Quadrophenia tells the story of a young Mod, Jimmy, who’s tortured by the four competing sides of his personality. (This is NOT dissociative identity disorder, but rather typical adolescent inner turmoil and figuring oneself out.) No one understands him—parents, shrink, friends, rivals, teachers, other adult authority figures.

Jimmy flits through a series of unfulfilling, dead-end jobs, struggles with drug use, fails to win the affections of any of the girls he likes, fights with his parents, clashes with other kids in the rival Rockers group (who were much tougher than the Mods), fails to achieve lasting popularity with his peers, loses his girlfriend to another guy, contemplates suicide, just one disappointment after another.

Things come to a head when he discovers the Ace Face, the leader of his local Mod group, is a lowly bellboy at a hotel. This is the last straw for Jimmy, who can’t take any further rejections, disappointments, and disillusionments. He steals a boat and sails out to a rock overlooking the sea, where he again contemplates suicide.

It starts raining, and Jimmy sits on the rock thinking through his troubled life. Then the four competing aspects of his personality announce themselves, separately at first, but gradually starting to merge into one, faster and faster, until finally Jimmy is at peace with himself.

Track listing:

“I Am the Sea”
“The Real Me” (#82 on the U.S. Cash Box chart; #92 on Billboard)
“Quadrophenia” (instrumental)
“Cut My Hair”
“The Punk and the Godfather”
“I’m One”
“The Dirty Jobs”
“Helpless Dancer” (Roger’s theme)
“Is It in My Head?”
“I’ve Had Enough”
“5:15” (#20 in the U.K.; #46 in Germany)
“Sea and Sand”
“Drowned”
“Bell Boy” (Keith’s theme)
“Doctor Jimmy” (including “Is It Me?,” John’s theme)
“The Rock” (instrumental, one of the most powerful and emotional moments for me)
“Love, Reign O’er Me” (Pete’s theme, another extremely emotional journey every single time) (#31 in Canada; #54 on the U.S. Cash Box list; #76 on U.S. Billboard)

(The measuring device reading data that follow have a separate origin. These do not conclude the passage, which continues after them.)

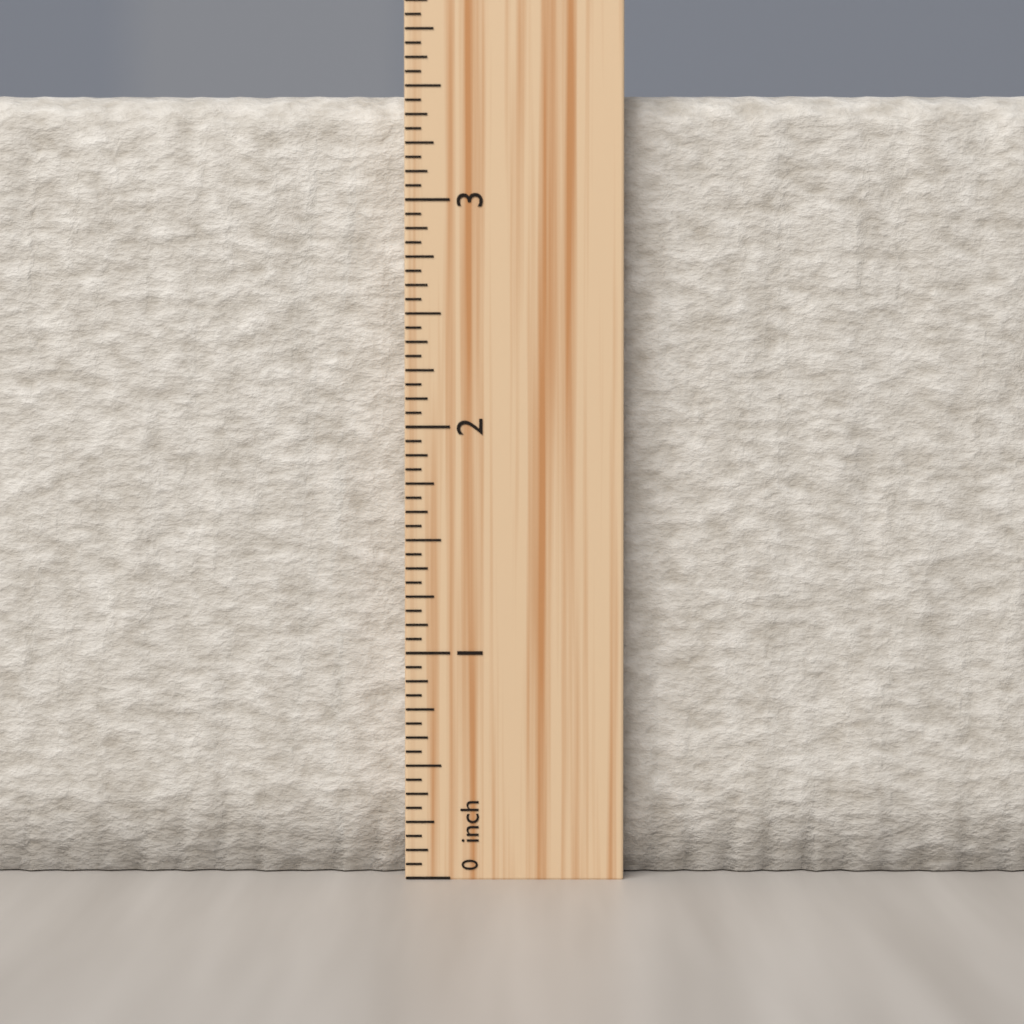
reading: 3.5000 inch
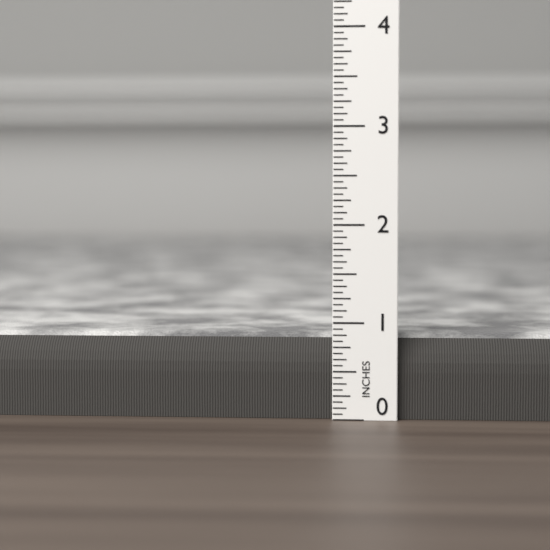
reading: 0.8750 in
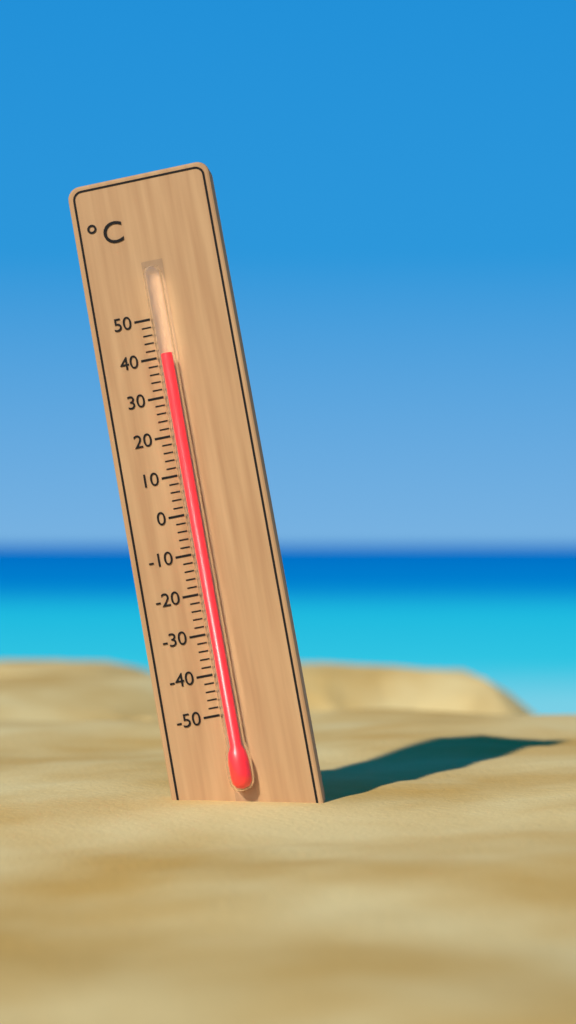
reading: 40 °C
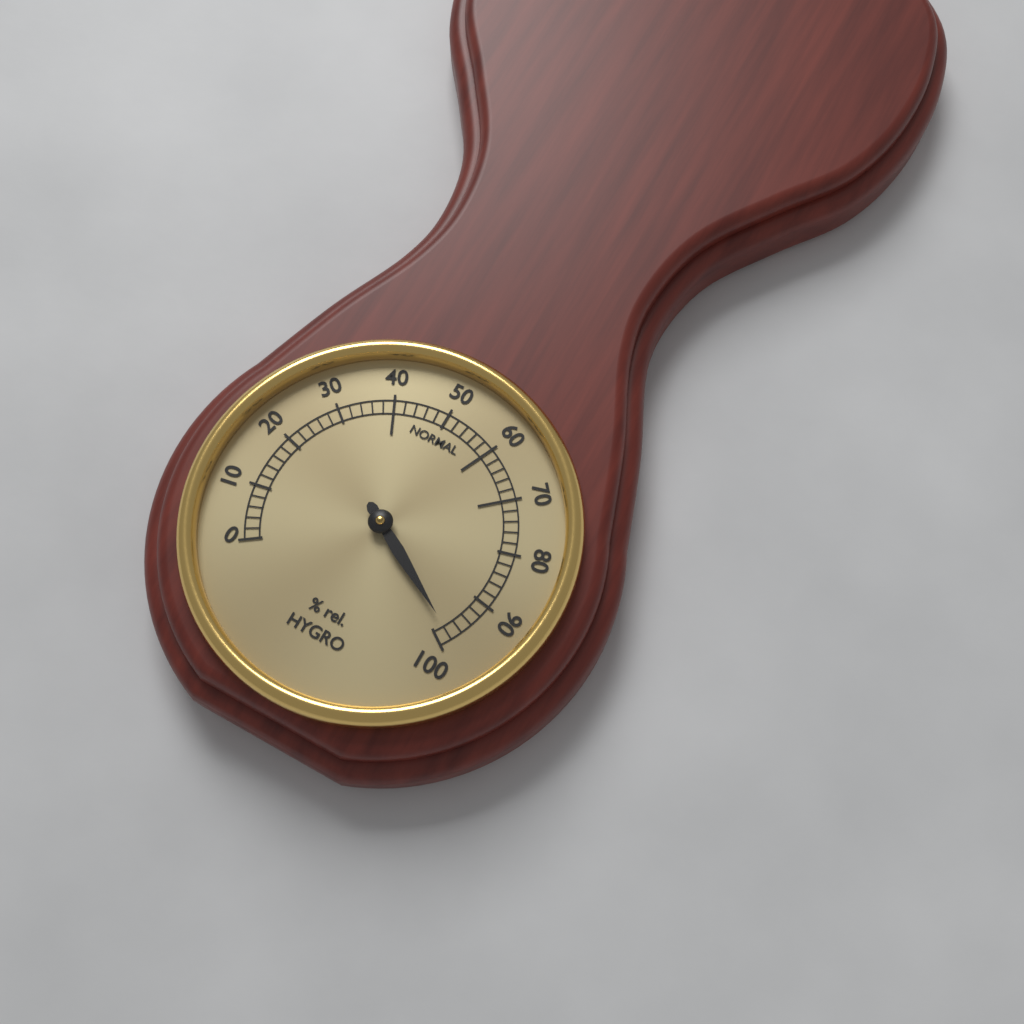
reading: 98 % rel.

Quad was made into a movie in 1979 (which I later came to realise I only saw a censored version of on VH1 in 1996), starring Phil Daniels as Jimmy and Sting as the Ace Face. Theatrical productions have been staged in 2005–2006, 2007–09, 2013, and 2017.

In 2011, Quad was given a deluxe 5-CD boxed set treatment (which I don’t have), featuring two discs of demos, some discards from the final original album, and some songs in 5.1 surround sound. It also comes with a 100-page book that includes an essay by Pete about the making of the album, plus photos.

Also in 2011, the original two-disc album was rereleased with some of the demos as bonus tracks (also an edition I don’t have). Another reissue came in 2014, with a new remixing in 5.1 surround sound plus the 2011 deluxe edition stereo remix and the 1973 original stereo mix.

I’ve always been happy with just the original 1973 version on the first CD remastering and the vinyl! Why attempt to gild the lily when it was already perfect?

My favourite tracks are “Helpless Dancer” (which I’ve used as my screen name on several message boards), “Love, Reign O’er Me,” “Cut My Hair,” “The Punk and the Godfather,” “The Rock,” “Sea and Sand,” and “The Real Me.”